In the Catholic Church, a catechism doesn’t make it to the highest level of official (that would be the declaration of a dogma and just above even that, the Bible, all 73 books), it is nevertheless official enough to be not taken as a merely private opinion.

And while Catechism of St. Pius X was not translated to every language and is therefore not “federal law” or “state law in all states” it is accessible in French and original Italian and therefore “state law” in dioceses of Italian and French language.

You prefer CCC because it’s federal? Fine, there is a real “federal” catechism too, Roman Catechism by order of the Council of Trent.

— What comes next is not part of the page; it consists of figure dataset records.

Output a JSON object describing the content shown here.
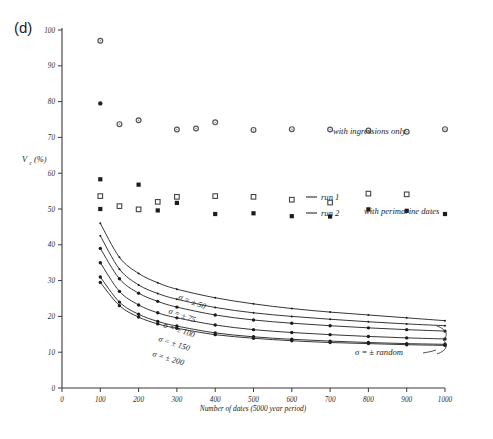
{
  "figure": {
    "panel_label": "(d)",
    "background": "#ffffff",
    "ink_color": "#2b2b2b"
  },
  "chart_data": {
    "type": "scatter",
    "title": "",
    "subtitle": "",
    "xlabel": "Number of dates (5000 year period)",
    "ylabel": "V_c (%)",
    "ylabel_main": "V",
    "ylabel_subscript": "c",
    "ylabel_units": "(%)",
    "xlim": [
      0,
      1000
    ],
    "ylim": [
      0,
      100
    ],
    "xticks": [
      0,
      100,
      200,
      300,
      400,
      500,
      600,
      700,
      800,
      900,
      1000
    ],
    "yticks": [
      0,
      10,
      20,
      30,
      40,
      50,
      60,
      70,
      80,
      90,
      100
    ],
    "xtick_labels": [
      "0",
      "100",
      "200",
      "300",
      "400",
      "500",
      "600",
      "700",
      "800",
      "900",
      "1000"
    ],
    "ytick_labels": [
      "0",
      "10",
      "20",
      "30",
      "40",
      "50",
      "60",
      "70",
      "80",
      "90",
      "100"
    ],
    "grid": false,
    "legend_position": "right-inside",
    "annotations": [
      {
        "name": "with-ingressions-only",
        "text": "with ingressions only",
        "x": 760,
        "y": 72
      },
      {
        "name": "with-perimarine-dates",
        "text": "with perimarine dates",
        "x": 810,
        "y": 48
      },
      {
        "name": "sigma-random",
        "text": "σ = ± random",
        "x": 690,
        "y": 10
      }
    ],
    "legend": [
      {
        "name": "run-1",
        "label": "run 1",
        "marker": "open-square",
        "dash": "line"
      },
      {
        "name": "run-2",
        "label": "run 2",
        "marker": "filled-square",
        "dash": "line"
      }
    ],
    "curve_labels": [
      {
        "name": "sigma-50",
        "text": "σ = ± 50"
      },
      {
        "name": "sigma-75",
        "text": "σ = ± 75"
      },
      {
        "name": "sigma-100",
        "text": "σ = ± 100"
      },
      {
        "name": "sigma-150",
        "text": "σ = ± 150"
      },
      {
        "name": "sigma-200",
        "text": "σ = ± 200"
      }
    ],
    "series": [
      {
        "name": "ingressions-run1",
        "label": "with ingressions only (run 1)",
        "marker": "open-circle",
        "x": [
          100,
          150,
          200,
          300,
          350,
          400,
          500,
          600,
          700,
          800,
          900,
          1000
        ],
        "y": [
          97.0,
          73.7,
          74.8,
          72.2,
          72.5,
          74.2,
          72.1,
          72.3,
          72.2,
          71.9,
          71.6,
          72.3
        ]
      },
      {
        "name": "ingressions-run2",
        "label": "with ingressions only (run 2)",
        "marker": "filled-circle",
        "x": [
          100
        ],
        "y": [
          79.5
        ]
      },
      {
        "name": "perimarine-run1",
        "label": "with perimarine dates (run 1)",
        "marker": "open-square",
        "x": [
          100,
          150,
          200,
          250,
          300,
          400,
          500,
          600,
          700,
          800,
          900
        ],
        "y": [
          53.6,
          50.8,
          49.9,
          52.0,
          53.4,
          53.6,
          53.4,
          52.6,
          51.8,
          54.3,
          54.1
        ]
      },
      {
        "name": "perimarine-run2",
        "label": "with perimarine dates (run 2)",
        "marker": "filled-square",
        "x": [
          100,
          100,
          200,
          250,
          300,
          400,
          500,
          600,
          700,
          800,
          900,
          1000
        ],
        "y": [
          58.3,
          50.0,
          56.8,
          49.6,
          51.7,
          48.6,
          48.8,
          48.0,
          47.9,
          49.9,
          49.5,
          48.6
        ]
      },
      {
        "name": "sigma-50-curve",
        "label": "σ = ± 50",
        "marker": "dot",
        "x": [
          100,
          150,
          200,
          250,
          300,
          400,
          500,
          600,
          700,
          800,
          900,
          1000
        ],
        "y": [
          46.0,
          36.5,
          32.0,
          29.4,
          27.6,
          25.2,
          23.5,
          22.2,
          21.2,
          20.4,
          19.6,
          18.8
        ]
      },
      {
        "name": "sigma-75-curve",
        "label": "σ = ± 75",
        "marker": "dot",
        "x": [
          100,
          150,
          200,
          250,
          300,
          400,
          500,
          600,
          700,
          800,
          900,
          1000
        ],
        "y": [
          42.5,
          33.2,
          28.8,
          26.4,
          24.8,
          22.5,
          21.0,
          20.0,
          19.2,
          18.5,
          17.9,
          17.4
        ]
      },
      {
        "name": "sigma-100-curve",
        "label": "σ = ± 100",
        "marker": "filled-circle-small",
        "x": [
          100,
          150,
          200,
          250,
          300,
          400,
          500,
          600,
          700,
          800,
          900,
          1000
        ],
        "y": [
          39.0,
          30.5,
          26.5,
          24.2,
          22.6,
          20.4,
          19.0,
          18.1,
          17.4,
          16.8,
          16.3,
          15.9
        ]
      },
      {
        "name": "sigma-150-curve",
        "label": "σ = ± 150",
        "marker": "filled-circle-small",
        "x": [
          100,
          150,
          200,
          250,
          300,
          400,
          500,
          600,
          700,
          800,
          900,
          1000
        ],
        "y": [
          35.0,
          27.0,
          23.2,
          21.0,
          19.6,
          17.6,
          16.3,
          15.5,
          14.9,
          14.4,
          14.0,
          13.7
        ]
      },
      {
        "name": "sigma-200-curve",
        "label": "σ = ± 200",
        "marker": "filled-circle-small",
        "x": [
          100,
          150,
          200,
          250,
          300,
          400,
          500,
          600,
          700,
          800,
          900,
          1000
        ],
        "y": [
          31.0,
          24.0,
          20.6,
          18.6,
          17.3,
          15.4,
          14.3,
          13.6,
          13.1,
          12.7,
          12.4,
          12.2
        ]
      },
      {
        "name": "sigma-random-curve",
        "label": "σ = ± random",
        "marker": "filled-circle-small",
        "x": [
          100,
          150,
          200,
          250,
          300,
          400,
          500,
          600,
          700,
          800,
          900,
          1000
        ],
        "y": [
          29.5,
          23.0,
          19.8,
          17.9,
          16.7,
          14.9,
          13.9,
          13.2,
          12.7,
          12.4,
          12.1,
          11.9
        ]
      }
    ]
  }
}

Tridentine Catechism of the Holy Catholic Church

Hans-Georg Lundahl
Just now
[linked to this, omitting hisresponse which is a multitopics single link.]

continued:

David Chord
21h ago
Wonderful… take the term “voodoo” literally! I’ll make a note and from this point form call it “magic”

Also thank you so much for making it clear that there is federal law, state law, confused law, dogma, doctrine and catechism that varies around the world!

Now if you could only explain why Catholics claim to be united in faith whilst having so many differences and which of those interpretations has “apostolic succession”!! Any reply that does not require cognitive dissonance accepted!

Hans-Georg Lundahl
Just now
An interpretation does not have “apostolic succession” it has or has not “apostolic tradition”. It’s bishops who, if validly consecrated, have apostolic succession, as have the priests they validly ordain.

As your citations on doctrinal flip flops notes, or the first of them, here:

"Such is the nature of the Catholic faith that it does not admit of more or less, but must be held as a whole, or as a whole rejected: This is the Catholic faith, which unless a man believe faithfully and firmly, he cannot be saved." (Encyclical, Ad Beatissimi Apostolorum)

This means, the one given in CCC and cited by you does not have apostolic tradition. This means, CCC was not issued by a legitimate papacy.

Magic as you here use it does not amount to the Biblical sin of sorcery.